Like Groundhog Day but Without Bill Murray

Friday we headed back up to Children’s Mercy Hospital in Kansas City for a follow-up visit. Thursday, the climate prognosticators were saying that it might snow after 11AM. We left Springfield at 6AM and intermittently drove on skating rinks to Bolivar, after which the road conditions improved. With allowing almost an extra hour of drive time, we made it to the Fetal Health Clinic just five minutes late, glad to have arrived safely.

baby's white and black bassinet

The next two and a half hours were a study in deja-vu. I think both of us were pondering the torture of weekly or bi-weekly trips to Kansas City where an ultrasound would show the same heart defects and the same slow heart rate, which would be followed by the tortured attempt of a cardiologist to sound human while explaining the complexities of human cardiac anatomy to us. All the same, when the ultrasound technician began and located Penny’s heart, I found myself rooting for her with the same intensity I imagine myself feeling were she playing basketball. I wanted to see that heart beating in rhythm, and for a moment it appeared that it was.
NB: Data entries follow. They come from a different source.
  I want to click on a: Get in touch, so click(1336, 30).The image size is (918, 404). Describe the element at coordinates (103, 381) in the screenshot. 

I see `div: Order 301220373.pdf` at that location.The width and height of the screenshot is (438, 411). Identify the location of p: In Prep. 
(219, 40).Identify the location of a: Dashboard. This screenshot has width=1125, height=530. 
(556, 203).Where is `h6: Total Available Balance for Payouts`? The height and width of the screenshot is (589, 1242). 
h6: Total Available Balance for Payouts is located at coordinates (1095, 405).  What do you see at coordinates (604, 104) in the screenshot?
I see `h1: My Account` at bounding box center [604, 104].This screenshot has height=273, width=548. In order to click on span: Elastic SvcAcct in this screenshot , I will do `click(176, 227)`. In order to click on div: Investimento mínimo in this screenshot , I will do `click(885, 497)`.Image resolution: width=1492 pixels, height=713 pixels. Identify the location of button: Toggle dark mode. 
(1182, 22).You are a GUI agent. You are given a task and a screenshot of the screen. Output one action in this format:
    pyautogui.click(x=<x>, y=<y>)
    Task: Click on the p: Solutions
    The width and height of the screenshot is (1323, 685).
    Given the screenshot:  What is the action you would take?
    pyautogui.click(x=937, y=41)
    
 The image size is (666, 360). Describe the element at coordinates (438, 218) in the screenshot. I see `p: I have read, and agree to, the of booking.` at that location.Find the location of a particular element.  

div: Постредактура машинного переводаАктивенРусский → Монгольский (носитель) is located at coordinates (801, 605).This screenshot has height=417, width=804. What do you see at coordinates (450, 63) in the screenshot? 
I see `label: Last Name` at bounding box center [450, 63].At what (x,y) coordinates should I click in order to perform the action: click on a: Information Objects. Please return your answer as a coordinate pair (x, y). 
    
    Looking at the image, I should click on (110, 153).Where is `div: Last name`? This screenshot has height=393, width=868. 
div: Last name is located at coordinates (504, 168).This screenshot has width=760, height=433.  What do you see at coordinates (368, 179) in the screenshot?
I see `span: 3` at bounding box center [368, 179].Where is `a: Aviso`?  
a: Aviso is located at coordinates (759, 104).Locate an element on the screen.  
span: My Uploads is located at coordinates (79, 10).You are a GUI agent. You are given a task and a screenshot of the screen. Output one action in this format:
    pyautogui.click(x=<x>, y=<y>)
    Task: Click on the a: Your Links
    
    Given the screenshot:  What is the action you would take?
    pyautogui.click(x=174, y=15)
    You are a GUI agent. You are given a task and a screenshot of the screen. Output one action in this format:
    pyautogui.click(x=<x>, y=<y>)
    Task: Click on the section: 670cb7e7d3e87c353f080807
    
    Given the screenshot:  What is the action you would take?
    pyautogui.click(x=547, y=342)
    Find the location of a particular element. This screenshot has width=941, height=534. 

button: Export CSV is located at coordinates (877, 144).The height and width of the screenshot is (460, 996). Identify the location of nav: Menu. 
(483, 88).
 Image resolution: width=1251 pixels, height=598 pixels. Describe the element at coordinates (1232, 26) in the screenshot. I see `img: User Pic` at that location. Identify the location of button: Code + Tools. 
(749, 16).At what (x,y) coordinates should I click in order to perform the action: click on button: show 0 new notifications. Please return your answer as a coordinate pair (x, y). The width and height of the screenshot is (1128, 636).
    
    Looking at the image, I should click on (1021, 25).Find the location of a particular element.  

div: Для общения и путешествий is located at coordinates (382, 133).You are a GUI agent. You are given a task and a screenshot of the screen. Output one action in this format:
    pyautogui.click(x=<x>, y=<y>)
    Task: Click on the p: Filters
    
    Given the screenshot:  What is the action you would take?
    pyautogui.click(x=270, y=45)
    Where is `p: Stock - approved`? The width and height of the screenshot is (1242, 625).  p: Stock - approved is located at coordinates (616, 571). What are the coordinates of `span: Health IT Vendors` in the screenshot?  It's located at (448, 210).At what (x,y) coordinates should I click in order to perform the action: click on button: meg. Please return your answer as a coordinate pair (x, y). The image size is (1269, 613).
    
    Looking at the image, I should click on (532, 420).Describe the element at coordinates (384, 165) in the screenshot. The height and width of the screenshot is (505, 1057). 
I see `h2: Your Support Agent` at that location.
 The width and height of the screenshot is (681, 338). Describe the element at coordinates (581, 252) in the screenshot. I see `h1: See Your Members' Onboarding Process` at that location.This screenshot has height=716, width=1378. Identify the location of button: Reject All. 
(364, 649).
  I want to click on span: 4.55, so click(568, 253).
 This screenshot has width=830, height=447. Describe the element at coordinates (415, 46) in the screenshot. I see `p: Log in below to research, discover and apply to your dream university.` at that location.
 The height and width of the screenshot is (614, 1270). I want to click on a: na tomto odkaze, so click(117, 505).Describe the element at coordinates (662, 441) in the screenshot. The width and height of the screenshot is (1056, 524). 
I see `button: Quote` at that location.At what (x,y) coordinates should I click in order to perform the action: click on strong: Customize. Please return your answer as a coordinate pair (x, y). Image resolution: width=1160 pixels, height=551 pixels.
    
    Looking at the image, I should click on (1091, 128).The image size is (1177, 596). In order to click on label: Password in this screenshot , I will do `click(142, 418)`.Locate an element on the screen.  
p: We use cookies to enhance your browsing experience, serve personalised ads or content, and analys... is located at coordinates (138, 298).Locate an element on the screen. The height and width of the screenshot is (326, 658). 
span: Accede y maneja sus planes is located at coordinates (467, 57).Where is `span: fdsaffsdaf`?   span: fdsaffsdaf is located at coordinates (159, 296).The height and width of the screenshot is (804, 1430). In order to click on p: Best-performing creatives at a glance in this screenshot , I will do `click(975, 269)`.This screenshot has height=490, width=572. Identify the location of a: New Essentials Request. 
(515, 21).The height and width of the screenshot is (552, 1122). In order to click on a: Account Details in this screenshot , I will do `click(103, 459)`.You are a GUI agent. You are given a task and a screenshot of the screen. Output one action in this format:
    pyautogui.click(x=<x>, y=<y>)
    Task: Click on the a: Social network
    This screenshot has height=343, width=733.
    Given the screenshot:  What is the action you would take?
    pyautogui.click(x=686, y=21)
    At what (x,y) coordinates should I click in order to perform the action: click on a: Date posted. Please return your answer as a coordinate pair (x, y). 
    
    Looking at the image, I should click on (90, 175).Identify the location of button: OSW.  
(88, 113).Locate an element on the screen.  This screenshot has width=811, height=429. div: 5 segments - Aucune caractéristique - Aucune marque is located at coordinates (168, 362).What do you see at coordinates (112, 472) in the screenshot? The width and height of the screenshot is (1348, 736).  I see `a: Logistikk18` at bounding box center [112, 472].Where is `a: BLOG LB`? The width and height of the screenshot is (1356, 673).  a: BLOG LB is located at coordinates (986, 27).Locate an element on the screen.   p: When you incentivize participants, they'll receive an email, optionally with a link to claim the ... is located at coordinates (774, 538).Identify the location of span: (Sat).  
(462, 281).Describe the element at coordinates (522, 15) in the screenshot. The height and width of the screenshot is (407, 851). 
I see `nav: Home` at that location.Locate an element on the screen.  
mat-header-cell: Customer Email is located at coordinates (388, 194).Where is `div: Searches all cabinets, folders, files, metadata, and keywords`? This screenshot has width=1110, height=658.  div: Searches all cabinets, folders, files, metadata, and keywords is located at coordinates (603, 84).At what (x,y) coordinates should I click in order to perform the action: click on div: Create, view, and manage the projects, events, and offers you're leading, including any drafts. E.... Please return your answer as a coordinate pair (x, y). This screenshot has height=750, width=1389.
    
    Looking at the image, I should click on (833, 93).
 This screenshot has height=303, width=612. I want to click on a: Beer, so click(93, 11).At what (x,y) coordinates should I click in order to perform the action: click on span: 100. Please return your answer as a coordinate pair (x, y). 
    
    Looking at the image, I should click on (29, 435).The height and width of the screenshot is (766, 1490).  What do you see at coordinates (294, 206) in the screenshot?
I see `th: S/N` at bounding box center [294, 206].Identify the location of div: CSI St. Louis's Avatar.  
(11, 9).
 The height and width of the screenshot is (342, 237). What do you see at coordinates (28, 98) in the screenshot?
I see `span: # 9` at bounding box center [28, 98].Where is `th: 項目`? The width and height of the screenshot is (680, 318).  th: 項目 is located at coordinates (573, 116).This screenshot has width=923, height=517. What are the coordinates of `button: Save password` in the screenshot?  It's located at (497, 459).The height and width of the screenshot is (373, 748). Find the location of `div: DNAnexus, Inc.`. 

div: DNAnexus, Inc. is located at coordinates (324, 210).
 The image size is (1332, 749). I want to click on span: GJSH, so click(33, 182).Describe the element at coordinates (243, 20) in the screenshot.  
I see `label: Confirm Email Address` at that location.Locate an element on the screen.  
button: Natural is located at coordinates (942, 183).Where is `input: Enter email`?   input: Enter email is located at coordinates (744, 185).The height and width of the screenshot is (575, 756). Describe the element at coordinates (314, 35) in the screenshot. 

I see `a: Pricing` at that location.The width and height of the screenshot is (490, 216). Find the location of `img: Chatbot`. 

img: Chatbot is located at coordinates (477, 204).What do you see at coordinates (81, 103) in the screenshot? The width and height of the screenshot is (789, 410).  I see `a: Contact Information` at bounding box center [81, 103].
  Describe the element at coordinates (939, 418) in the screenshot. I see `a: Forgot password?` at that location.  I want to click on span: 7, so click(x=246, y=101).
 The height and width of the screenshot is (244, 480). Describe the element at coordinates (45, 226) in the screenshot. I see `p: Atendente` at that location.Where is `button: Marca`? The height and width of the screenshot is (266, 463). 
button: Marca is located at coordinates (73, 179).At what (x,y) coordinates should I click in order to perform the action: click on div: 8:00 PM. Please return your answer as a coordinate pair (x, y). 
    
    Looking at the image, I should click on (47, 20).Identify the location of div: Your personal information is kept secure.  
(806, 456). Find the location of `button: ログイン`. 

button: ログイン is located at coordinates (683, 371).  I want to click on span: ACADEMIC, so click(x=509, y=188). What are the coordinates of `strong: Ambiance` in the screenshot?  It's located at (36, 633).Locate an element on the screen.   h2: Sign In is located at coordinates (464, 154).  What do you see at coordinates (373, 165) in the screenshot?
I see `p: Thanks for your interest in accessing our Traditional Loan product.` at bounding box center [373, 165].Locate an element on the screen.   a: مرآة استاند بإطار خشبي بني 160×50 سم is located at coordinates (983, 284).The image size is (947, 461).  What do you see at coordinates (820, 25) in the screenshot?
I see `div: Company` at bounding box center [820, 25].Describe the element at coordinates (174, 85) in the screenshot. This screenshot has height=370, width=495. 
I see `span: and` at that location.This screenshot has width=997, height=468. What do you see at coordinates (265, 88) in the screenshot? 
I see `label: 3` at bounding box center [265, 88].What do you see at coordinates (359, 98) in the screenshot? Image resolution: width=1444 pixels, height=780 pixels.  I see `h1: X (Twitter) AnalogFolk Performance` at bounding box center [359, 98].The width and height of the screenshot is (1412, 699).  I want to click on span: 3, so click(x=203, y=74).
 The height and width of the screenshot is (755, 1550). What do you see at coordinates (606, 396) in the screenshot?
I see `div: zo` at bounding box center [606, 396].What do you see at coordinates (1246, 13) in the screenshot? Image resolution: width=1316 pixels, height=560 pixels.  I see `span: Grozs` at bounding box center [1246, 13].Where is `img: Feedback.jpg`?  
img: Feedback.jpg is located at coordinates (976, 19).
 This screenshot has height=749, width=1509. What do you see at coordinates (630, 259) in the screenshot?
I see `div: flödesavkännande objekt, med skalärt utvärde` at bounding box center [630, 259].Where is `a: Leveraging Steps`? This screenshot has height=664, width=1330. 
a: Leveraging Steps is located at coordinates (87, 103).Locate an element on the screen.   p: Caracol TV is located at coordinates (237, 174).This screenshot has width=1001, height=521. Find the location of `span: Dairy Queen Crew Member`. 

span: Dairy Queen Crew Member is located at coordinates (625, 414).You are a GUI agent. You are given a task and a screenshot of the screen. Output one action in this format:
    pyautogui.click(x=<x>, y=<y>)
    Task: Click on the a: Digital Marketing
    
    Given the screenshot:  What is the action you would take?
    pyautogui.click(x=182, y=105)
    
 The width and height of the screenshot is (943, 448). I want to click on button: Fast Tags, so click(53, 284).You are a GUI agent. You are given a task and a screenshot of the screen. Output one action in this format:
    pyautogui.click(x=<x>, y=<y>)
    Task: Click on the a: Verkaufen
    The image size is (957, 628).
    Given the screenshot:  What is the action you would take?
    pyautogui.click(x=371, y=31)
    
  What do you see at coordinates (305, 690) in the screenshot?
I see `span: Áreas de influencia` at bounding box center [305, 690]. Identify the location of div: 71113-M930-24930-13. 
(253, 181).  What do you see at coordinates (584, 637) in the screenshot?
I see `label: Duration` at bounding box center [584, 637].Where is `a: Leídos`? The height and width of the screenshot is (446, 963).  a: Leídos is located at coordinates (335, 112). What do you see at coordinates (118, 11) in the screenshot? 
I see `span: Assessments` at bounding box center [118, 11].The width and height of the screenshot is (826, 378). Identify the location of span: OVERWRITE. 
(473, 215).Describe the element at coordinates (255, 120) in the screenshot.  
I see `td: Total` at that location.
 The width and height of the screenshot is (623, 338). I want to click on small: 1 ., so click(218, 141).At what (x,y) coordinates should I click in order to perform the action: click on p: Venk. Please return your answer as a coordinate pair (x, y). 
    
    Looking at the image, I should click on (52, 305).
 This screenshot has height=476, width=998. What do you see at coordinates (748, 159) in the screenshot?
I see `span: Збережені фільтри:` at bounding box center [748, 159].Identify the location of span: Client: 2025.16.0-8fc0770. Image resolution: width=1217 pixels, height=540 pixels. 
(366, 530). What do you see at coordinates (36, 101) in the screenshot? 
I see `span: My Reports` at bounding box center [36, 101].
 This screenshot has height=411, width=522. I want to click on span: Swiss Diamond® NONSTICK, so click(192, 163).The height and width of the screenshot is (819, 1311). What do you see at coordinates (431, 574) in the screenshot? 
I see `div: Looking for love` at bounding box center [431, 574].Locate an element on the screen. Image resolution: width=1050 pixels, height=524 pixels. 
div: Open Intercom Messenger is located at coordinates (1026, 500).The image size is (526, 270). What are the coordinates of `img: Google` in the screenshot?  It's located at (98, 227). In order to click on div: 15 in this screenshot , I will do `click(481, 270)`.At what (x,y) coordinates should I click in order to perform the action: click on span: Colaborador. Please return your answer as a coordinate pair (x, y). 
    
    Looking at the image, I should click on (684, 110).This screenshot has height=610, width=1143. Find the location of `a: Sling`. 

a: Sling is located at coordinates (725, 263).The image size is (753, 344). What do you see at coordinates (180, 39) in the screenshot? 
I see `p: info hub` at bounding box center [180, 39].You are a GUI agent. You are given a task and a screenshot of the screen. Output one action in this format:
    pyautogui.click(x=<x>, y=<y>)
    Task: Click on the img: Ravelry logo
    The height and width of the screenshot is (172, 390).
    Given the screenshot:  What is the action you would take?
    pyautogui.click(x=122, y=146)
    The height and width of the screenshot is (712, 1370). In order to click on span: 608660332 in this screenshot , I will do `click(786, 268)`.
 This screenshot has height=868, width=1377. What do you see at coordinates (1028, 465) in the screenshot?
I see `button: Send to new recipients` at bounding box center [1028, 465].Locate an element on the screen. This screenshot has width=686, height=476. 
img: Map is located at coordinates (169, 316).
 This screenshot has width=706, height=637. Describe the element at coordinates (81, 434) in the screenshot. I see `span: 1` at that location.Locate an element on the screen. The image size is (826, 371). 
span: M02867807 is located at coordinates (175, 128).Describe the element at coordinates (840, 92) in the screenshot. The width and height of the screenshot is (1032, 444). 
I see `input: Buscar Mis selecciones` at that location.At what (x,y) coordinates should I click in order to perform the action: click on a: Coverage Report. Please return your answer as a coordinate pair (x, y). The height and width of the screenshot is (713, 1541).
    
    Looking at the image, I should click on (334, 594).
But it was not.

The cardiologist confirmed that the heart block (the condition where her natural pacemaker is not functioning, causing the upper and lower chambers to have no communication) is still present and poses a high risk. And on top of that, there are the structural abnormalities that will require surgery to correct. I couldn’t watch the screen the entire time. I answered emails and read articles. For a while I watched the little valves in her heart jump erratically and willed them to syncopate, but it became too much. There’s really nothing we can do, except pray and hope and believe. Apart from a miracle, she needs to make it to full term to have any shot at surviving having a pacemaker while on a heart and lung machine to oxygenate her blood, and then she has to survive at least one heart surgery after that. “We’d like you to get to know our palliative team during your next visit” was brought up. Fortunately, that will not be for another four weeks as we can monitor her locally, assuming there are no changes in her condition.

Is it insane to love a child I have never met? I have this recurring daydream where she sits in a bassinet and listens to me try to learn the piano with a sympathetic yet slightly condescending look in her eye. Her future seems so real to us and we want to bring her home.

The hospital is becoming slightly more familiar to me, but there are folks there who are clearly regular visitors. There was the mom walking in her girl of maybe twelve years who was bald and skinny and fatigued from the walk between the elevators and the entrance; the battle between the cancer and the chemo within her had drained her vitality. There were the parents whose children were too weak or malformed or diseased to walk at all and they rode in little carts. This hospital is a war zone where life daily battles death and the love of parents finds hope in the skill of doctors to save a child. Oh, and there’s a coffee shop. Weird. Katie and I are certainly not alone in our suffering.

Why do we love our kids so much? We love our children because we were created by a Father. This is not evolution or instinct or genetics: this is our Nature. And in this messed up world of pain and sorrow the hope we have is that our Father has not abandoned us, but has sent His only begotten Son to rescue us, though that meant His death. “What kind of love is this?” John would wonder. A love that sacrifices a Son to save a rebel. It’s a love that is even more amazing now that I am a father. Humanity is certainly not alone in our suffering: God has suffered in our midst.

So we are back to where we started. We have been told again what we already know. Penny needs your prayers. There’s not much else we can do except wait and trust. We are planning on bringing our little girl home, just like we brought home our other children. But I’ll share something that happened last week, and you can read whatever you like into it. I fell asleep around 10PM on Sunday night and woke up with the strongest feeling of peace in my heart around midnight. I had either dreamed or contemplated in the twilight between sleep and wake two things, and I could not tell whether these two things were consecutive or simultaneous. In one, Penny was born without the severe heart defects that had been diagnosed and we brought her home healthy. In the other, I imagined myself typing the words, “Penny has been healed” on this very blog. But I knew in my mind – in that way you know things in your dreams without knowing how you know- that what I meant by this was that God had welcomed her into His arms and she was safely with Him. In that moment of peaceful clarity, I knew that one way or another, Penny will be going to a home where she will be most welcomed and most loved. And that’s enough for me.